Sunstruck painting by Nolan Winkler
“The diamond-bright dawn woke men and crows and bullocks together. Kim sat up and yawned, shook himself, and thrilled with delight. This was seeing the world in real truth; this was life as he would have it—bustling and shouting, the buckling of belts, and beating of bullocks and creaking of wheels, lighting of fires and cooking of food, and new sights at every turn of the approving eye. The morning mist swept off in a whorl of silver, the parrots shot away to some distant river in shrieking green hosts: all the well-wheels within earshot went to work.” Rudyard Kipling
Reading Kim by Rudyard Kipling for the tenth time in the last twenty-five years, I’ve been thinking about why this novel and no other of the thousands I’ve read calls to me again and again, and why, again and again, I am enthralled from first word to last.
There are books I loved in my teens and twenties I revisited in middle age—Zorba the Greek, The Last Temptation of Christ, Parnassus On Wheels—and a handful of other novels I’ve read a second or third time over the years; but Kim is the only novel I am eager to read again every few years.
This is not a recommendation, however. There was a time when I urged my friends to read Kim and quickly learned that women, for the most part, do not like this book, and some women loathe it. A few men I touted on the book enjoyed the tale, but I was repeatedly cautioned that Kim was out of date, racist, misogynist, and juvenile. Never mind that the writing is exquisite, those charges against the book—none of which I agree with—are prevalent today, so I do not recommend Kim.
One friend suggested I love the book because the character of Kim resonates with some vision of who I imagine I am in relation to the larger world. Perhaps. But I think the greater draw for me is the relationship between Kim and the lama with whom he travels, and through whom he discovers the spiritual side of life. Also, Kim is beloved and revered by not one but four fascinating older men, something I did not experience with my own father or any older man, and I longed for that in my life.
The words in Kim sing to me—glorious prose poetry—else I would not return so often to those pages.
Kim got me thinking about movies I have watched multiple times, as in more than three times, and one movie jumps out before any other: The Horse’s Mouth starring Alec Guinness. I saw the movie when I was eight, eighteen, twenty-five, thirty-seven, thirty-nine, forty-eight, fifty-three, and sixty. And I was enthralled from first frame to last, moved to tears, and greatly inspired each time.
Again, not a recommendation. Having touted this film to many people, I know The Horse’s Mouth is not to everyone’s taste and many women find the movie sexist. Be that as it may, The Horse’s Mouth is still the best film I’ve ever seen about what it is to be an artist of the kind Guinness portrays—a person for whom making art takes precedence over everything else in life. Everything. And the movie is screamingly funny in parts, as well as profoundly moving.
Another film I have seen four times and would gladly watch again tomorrow is Mostly Martha, the German film about a hyper-controlling German chef who is melted out of her emotional isolation by unexpectedly becoming mother to her sister’s young daughter, while having to share her high-end restaurant kitchen with her emotional opposite, a sensual funny guy chef from Italy.
The other food-related film I love and have watched multiple times is The Big Night.
Then there is Danny Kaye in The Court Jester. I have seen this movie at least ten times, from when I was a boy until a couple years ago when I couldn’t resist renting it again. I love everything about this movie. Never gets old for me.
In that same vein: Young Frankenstein.
I once knew a man named Jack who used a particular film as a preliminary test for establishing friendships and relationships. If the man or woman being tested did not like the French film Toto le Hero, Jack would have nothing more to do with the person. If the person being tested had not seen the film, which was usually the case, Jack would screen it for them and judge them according to their reaction.
As it happened, I loved Toto le Hero, but made the mistake of raving about it to many of my friends, and with few exceptions they hated the movie. I did not hold this against them, so some of them remained my friends, whereas Jack had almost no friends. But I understood why he felt as he did. When a movie or book or work of art is precious to us, there is undoubtedly something in the work representative of our feelings and spirit, and so another’s rejection of our favorite can feel like a rejection of us.
I’ve been struggling with this very thing regarding Bernie Sanders. I love Bernie Sanders. Yes, I know. He has this flaw and that flaw and he voted wrong on this and that, and he should be better than he is, but I love him. I have never in my life liked a candidate for President of the United States remotely as much as I like Bernie, and I have a hard time feeling friendly toward people who do not share my love for him. For me, Bernie is the reincarnation of Franklin Delano Roosevelt, his opponent the female embodiment of the plutocracy.
Yet some of my favorite people do not love Kim, do not love The Horse’s Mouth, would rather do anything than watch The Court Jester, and do not think Bernie has a chance in hell of unseating the reigning overlords.
But one of the important things I’ve learned from reading Kim ten times is that it is far better to rejoice with others who share our enthusiasms than to waste our precious time feeling bitterly toward those who do not.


Work required =>
Produce an exact copy of all the data below, dropping every image.

──────── Data for this exercise

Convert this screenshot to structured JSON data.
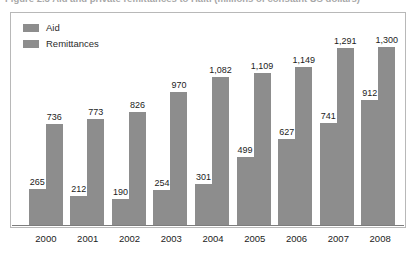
{
  "caption": {
    "text": "Figure 2.3  Aid and private remittances to Haiti (millions of constant US dollars)"
  },
  "chart_data": {
    "type": "bar",
    "title": "",
    "xlabel": "",
    "ylabel": "",
    "ylim": [
      0,
      1400
    ],
    "grid": false,
    "legend_position": "top-left",
    "categories": [
      "2000",
      "2001",
      "2002",
      "2003",
      "2004",
      "2005",
      "2006",
      "2007",
      "2008"
    ],
    "series": [
      {
        "name": "Aid",
        "color": "#8d8d8d",
        "values": [
          265,
          212,
          190,
          254,
          301,
          499,
          627,
          741,
          912
        ],
        "labels": [
          "265",
          "212",
          "190",
          "254",
          "301",
          "499",
          "627",
          "741",
          "912"
        ]
      },
      {
        "name": "Remittances",
        "color": "#8d8d8d",
        "values": [
          736,
          773,
          826,
          970,
          1082,
          1109,
          1149,
          1291,
          1300
        ],
        "labels": [
          "736",
          "773",
          "826",
          "970",
          "1,082",
          "1,109",
          "1,149",
          "1,291",
          "1,300"
        ]
      }
    ]
  },
  "legend": {
    "items": [
      {
        "label": "Aid",
        "color": "#8d8d8d"
      },
      {
        "label": "Remittances",
        "color": "#8d8d8d"
      }
    ]
  }
}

────────────────

Response below =>
Convert this screenshot to structured JSON data.
{
  "caption": {
    "text": "Figure 2.3  Aid and private remittances to Haiti (millions of constant US dollars)"
  },
  "chart_data": {
    "type": "bar",
    "title": "",
    "xlabel": "",
    "ylabel": "",
    "ylim": [
      0,
      1400
    ],
    "grid": false,
    "legend_position": "top-left",
    "categories": [
      "2000",
      "2001",
      "2002",
      "2003",
      "2004",
      "2005",
      "2006",
      "2007",
      "2008"
    ],
    "series": [
      {
        "name": "Aid",
        "color": "#8d8d8d",
        "values": [
          265,
          212,
          190,
          254,
          301,
          499,
          627,
          741,
          912
        ],
        "labels": [
          "265",
          "212",
          "190",
          "254",
          "301",
          "499",
          "627",
          "741",
          "912"
        ]
      },
      {
        "name": "Remittances",
        "color": "#8d8d8d",
        "values": [
          736,
          773,
          826,
          970,
          1082,
          1109,
          1149,
          1291,
          1300
        ],
        "labels": [
          "736",
          "773",
          "826",
          "970",
          "1,082",
          "1,109",
          "1,149",
          "1,291",
          "1,300"
        ]
      }
    ]
  },
  "legend": {
    "items": [
      {
        "label": "Aid",
        "color": "#8d8d8d"
      },
      {
        "label": "Remittances",
        "color": "#8d8d8d"
      }
    ]
  }
}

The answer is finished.